Friday, March 9, 2018

Ghostworkers and Greens

October's Environmental History had a review by Erik Loomis of Adam Tompkins's Ghostworkers and Greens: The Cooperative Campaigns of Farmworkers and Environmentalists for Pesticide Reform (Cornell UP, 2016). Tompkins's book seems to add to a growing body of work on the labor movement as a force behind important developments in environmental regulation. From the review:
Because legislation excluded agricultural workers from the New Deal’s labor protections, farmworkers lacked political power, forcing them to seek alliances with middle-class organizations to win their battles and protect themselves from the chemicals used by growers. Environmental organizations needed farmworkers to counter accusations of being anti-worker and to ground their claims in the lived experiences of the most affected populations. The UFW’s 1970 grape contract included provisions that banned growers from using chlorinated hydrocarbons such as DDT and dieldrin. This laid critical groundwork for environmental groups’ final push for an EPA ban on DDT in 1972. As the 1970s went on, the Sierra Club and other leading environmental organizations developed a growing awareness of social justice and believed they had a natural alliance with farmworkers. This can be overstated, as the 1990 letter sent by the Southwest Organizing Project to major environmental organizing accusing them of “racist and exclusionary practices” demonstrates. Perhaps Tompkins could have evaluated these accusations in the context of his work on environmentalist work with farmworkers, but he does not.
Three later chapters on state-level activism in Arizona, California, and Florida are where Tompkins digs deep into the details of coalition building. In Arizona, years went by with suburban white environmentalists and rural Latino farmworkers missing each other as they each went through waves of activism over pesticides. Finally, the two groups built a meaningful alliance after agricultural pesticide drift threatened expanding suburbs in the mid-1980s, leading to the Arizona Environmental Quality Act in 1986. In California, both groups fought Governor George Deukmejian’s deregulation efforts in the 1980s, but often with different priorities that hampered close cooperation, even as good relationships between them were cultivated and maintained. Finally, Tompkins closes the book with an examination of how farmworkers and environmentalists worked together in Florida and California against methyl bromide after growers’ associations launched a battle to resist the limitations on its use the United States agreed to in the Montreal Protocol in 1987 to fight ozone depletion. Greens and workers could not completely counter the growers’ power, but their work did raise public awareness about the chemical and led to growers seeking alternatives, even as it is still used today. 

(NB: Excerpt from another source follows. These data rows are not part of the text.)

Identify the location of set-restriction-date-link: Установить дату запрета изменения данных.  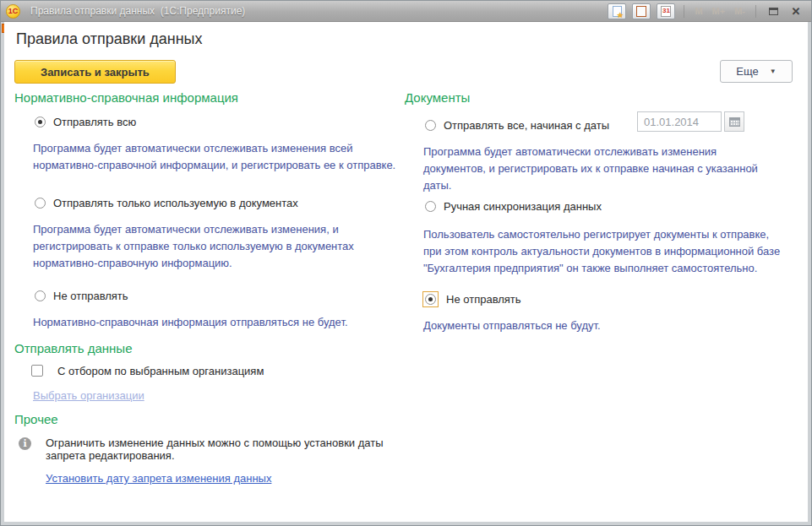
(159, 478).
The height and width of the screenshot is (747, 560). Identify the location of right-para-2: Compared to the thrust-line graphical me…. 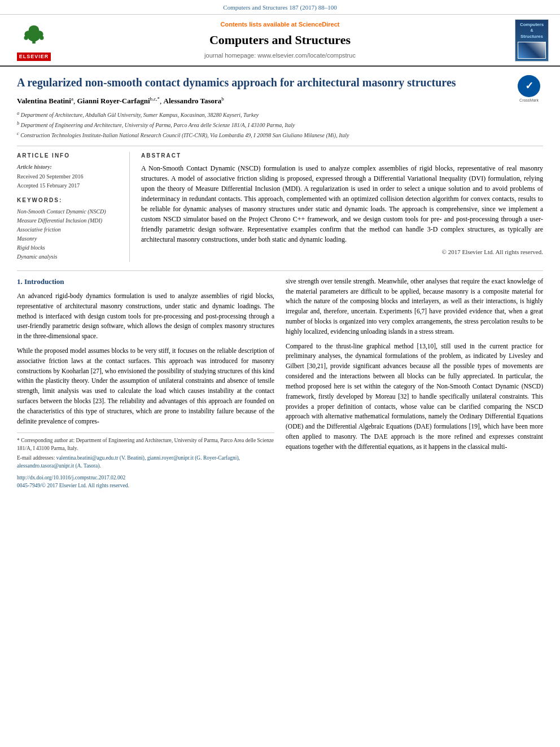
(414, 397).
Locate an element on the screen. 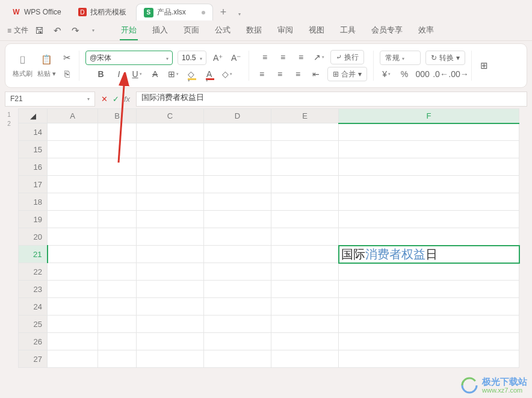 Image resolution: width=532 pixels, height=398 pixels. wps-logo-icon: W is located at coordinates (16, 12).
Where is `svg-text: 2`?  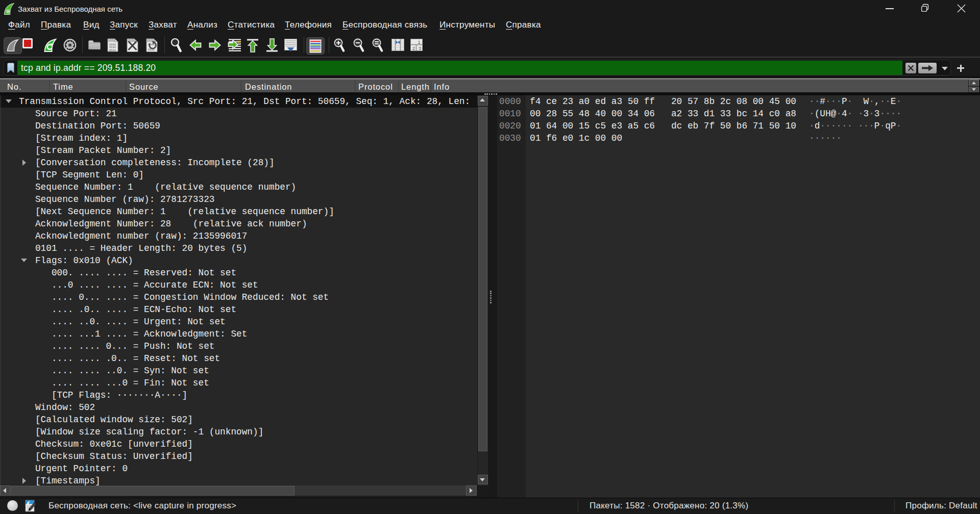 svg-text: 2 is located at coordinates (413, 48).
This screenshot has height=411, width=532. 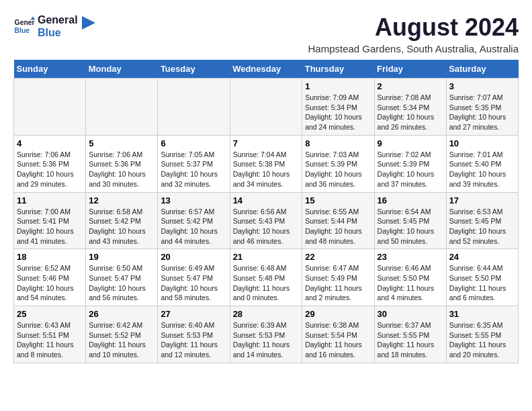 What do you see at coordinates (338, 257) in the screenshot?
I see `day-number: 22` at bounding box center [338, 257].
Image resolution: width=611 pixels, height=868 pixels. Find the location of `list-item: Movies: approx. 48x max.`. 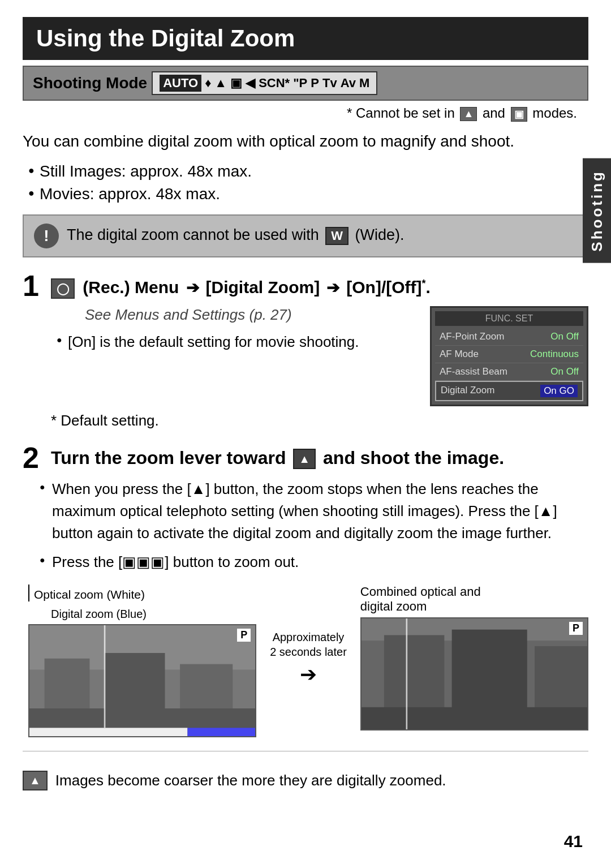

list-item: Movies: approx. 48x max. is located at coordinates (308, 194).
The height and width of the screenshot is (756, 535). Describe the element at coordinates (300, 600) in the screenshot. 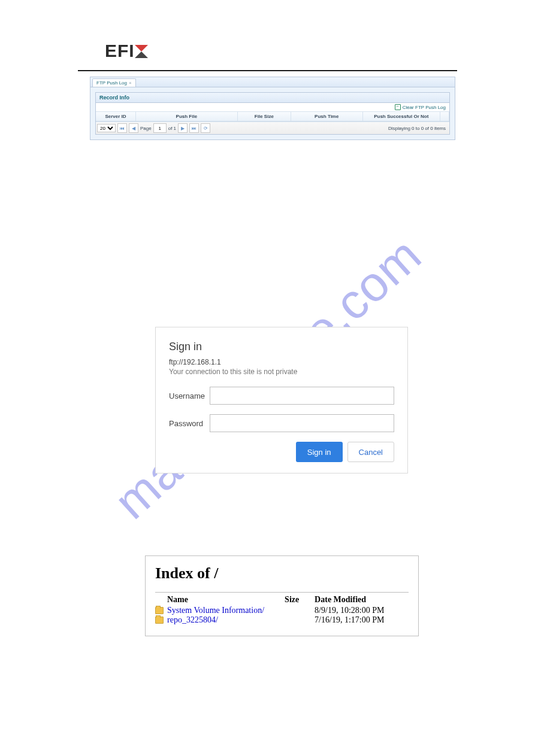

I see `index-head-size: Size` at that location.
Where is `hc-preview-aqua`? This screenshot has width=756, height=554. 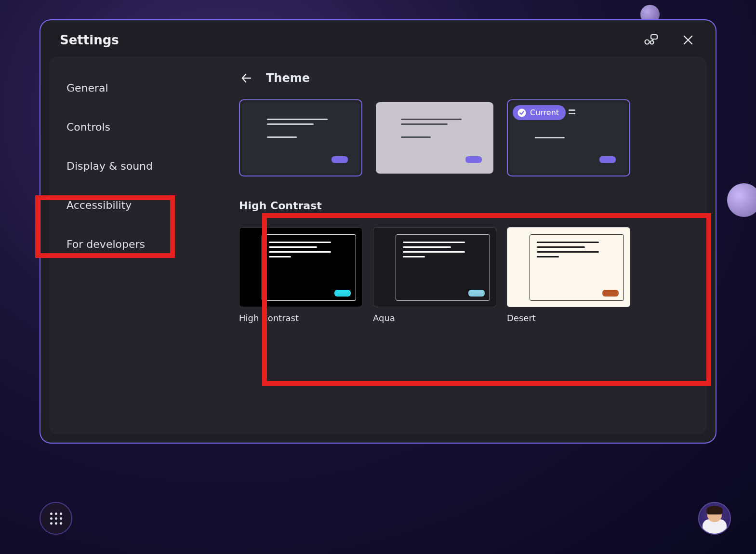 hc-preview-aqua is located at coordinates (435, 267).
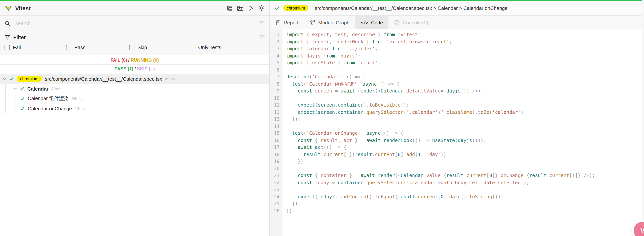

Building meaningful alliances between different organizations is hard work, requiring constant attention to shifting priorities that is difficult to maintain over a long period. These movements and alliances have been critical for both workers and environmentalists but are also fraught with organizational difficulties, the shifting internal priorities of various organizations involved, and the racial and class politics of both movements. Tompkins has a good sense of the day-to-day alliance building these campaigns require, and he avoids both overestimating their impact and romanticizing their possibilities.